ECONOMIC FREEDOM PAYS OFF; JUST LOOK AT CANADA

Saturday, March 6, 2004


Hooray! Finally there's one of those state rankings where Colorado comes top in the nation, and it's a desirable one, too. I mean by that both that it's an index of economic freedom, which is a good thing to have more of, and also that it has been constructed with great care to avoid the methodological traps so many such rankings rush into.

And not to be too parochial about it, the results hold important lessons for all state legislatures: Prosperity originates in freedom. Remember, the full title of Adam Smith's revolutionary book is An Inquiry into the Nature and Causes of the Wealth of Nations. It works for states and provinces too.

The practice of computing an index of economic freedom for nations is well established. The Fraser Institute, which has its main office in Vancouver, B.C., began a series of such reports about 20 years ago. More recently, it has joined up with the National Center for Policy Analysis, based in Dallas, for a similar report, "Economic Freedom in North America," covering the United States and Canada.

Considering only policies at the state and local levels, not federal government policies, Colorado is first among 50 states and 10 provinces, tied with Delaware, South Dakota and Tennessee.

Taking all levels of government into account, Colorado is second, behind Delaware. The difference is that the amount of money collected by the federal government in a state usually differs from the amount of money spent by the federal government in a state.

That transfer of funds is far more extensive in Canada, with the startling result that only Alberta earns a place in the respectable middle, while the other provinces occupy nine of the bottom 10 places, along with chronically depressed West Virginia. In wealth, Ontario -- "normally considered Canada's industrial heartland," is poorer than all of the states except West Virginia and Missisippi.

"Canada's fiscal federalism," the report explains, "transfers money from rich provinces to poor ones," and since economic freedom encourages economic growth, it "in effect transfers money from relatively free provinces to relatively unfree provinces." That in turn creates perverse incentives for politicians, since if they limit economic growth they get more money from the government in Ottawa and they control that money.

Stronger private economic growth, on the other hand, benefits other people and reduces politicians' power and influence.

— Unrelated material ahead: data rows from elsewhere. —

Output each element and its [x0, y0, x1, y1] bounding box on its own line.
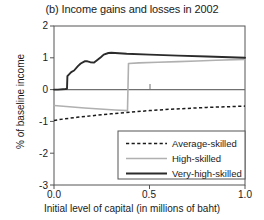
y-tick-label-neg2: -2 — [24, 149, 48, 159]
y-tick-label-0: 0 — [24, 85, 48, 95]
x-tick-label-0: 0.0 — [34, 190, 74, 200]
y-tick-label-2: 2 — [24, 21, 48, 31]
x-axis-label: Initial level of capital (in millions of… — [0, 203, 264, 215]
chart-title: (b) Income gains and losses in 2002 — [0, 2, 264, 16]
legend-label-average-skilled: Average-skilled — [172, 139, 237, 149]
y-tick-label-neg1: -1 — [24, 117, 48, 127]
figure-panel-b: (b) Income gains and losses in 2002 % of… — [0, 0, 264, 220]
legend-label-very-high-skilled: Very-high-skilled — [172, 169, 242, 179]
legend-label-high-skilled: High-skilled — [172, 154, 221, 164]
x-tick-label-0-5: 0.5 — [129, 190, 169, 200]
x-tick-label-1: 1.0 — [225, 190, 264, 200]
y-tick-label-1: 1 — [24, 53, 48, 63]
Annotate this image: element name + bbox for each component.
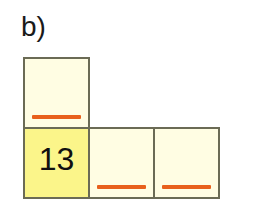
blank-answer-line (32, 115, 81, 119)
blank-answer-line (97, 185, 146, 189)
grid-cell-blank[interactable] (153, 127, 220, 199)
grid-spacer (155, 57, 222, 129)
worksheet-figure: b) 13 (0, 0, 264, 221)
grid-cell-value[interactable]: 13 (23, 127, 90, 199)
grid-cell-blank[interactable] (23, 57, 90, 129)
grid-cell-blank[interactable] (88, 127, 155, 199)
grid-row-top (23, 57, 222, 129)
cell-value: 13 (39, 142, 75, 176)
cell-grid: 13 (23, 57, 222, 199)
blank-answer-line (162, 185, 211, 189)
grid-row-bottom: 13 (23, 127, 222, 199)
part-label: b) (21, 11, 46, 43)
grid-spacer (88, 57, 155, 129)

Fewer measures of economic freedom are available to test the differences between states than between nations, but the ones selected are plausible, and perhaps more important, the way they are implemented has been refined over the years during which the national rankings have been compiled.

The measures fall into three areas, each of which carries equal weight in the rankings, and within each area each measure is weighted equally. One could argue that the weightings should be different, but only on subjective grounds, and anyway, the data have been tested for a variety of different weightings, and the outcomes change very little.


The areas are:

* "Size of government," which includes general consumption expenditures by government as a percentage of gross domestic product, and transfers and subsidies as a percentage of GDP;

* "Takings and discriminatory taxation," which includes total governments' revenue from their own sources as a percentage of GDP; top marginal income tax rate and the income threshold at which it applies; indirect tax revenue as a percentage of GDP and sales taxes collected as a percentage of GDP;

* "Labor market freedom," which includes minimum wage legislation; government employment as a percentage of total state or provincial employment; occupational licensing, and union density.

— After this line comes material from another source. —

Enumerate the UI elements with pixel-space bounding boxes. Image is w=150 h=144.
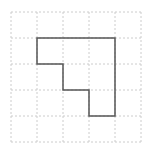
grid-lines	[11, 12, 141, 142]
staircase-polygon	[37, 38, 115, 116]
grid-diagram	[0, 0, 150, 144]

Does it matter? Yes, indeed. Average per capita income for the bottom quintile on the all-government scale is about $21,000; in the top quintile, it is almost $37,000. There are exceptions -- the plot of economic freedom against income is quite scattered -- but the correlation is clear. In fact the correlation between growth of income and increases in freedom is even stronger, which is important because states often change their economic policies significantly when they change administrations, and the results are evident quickly enough to be significant even on politicians' time scales.

Ten states, including Colorado, have been consistently in the top third for two decades, 1981-2001. During that time, the U.S. per capita income went up by 34 percent; in those top-rated states, it went up 43 percent. In the bottom third, it went up only 17 percent.

True, the last couple of years have been rough in Colorado. But they could have been much, much worse.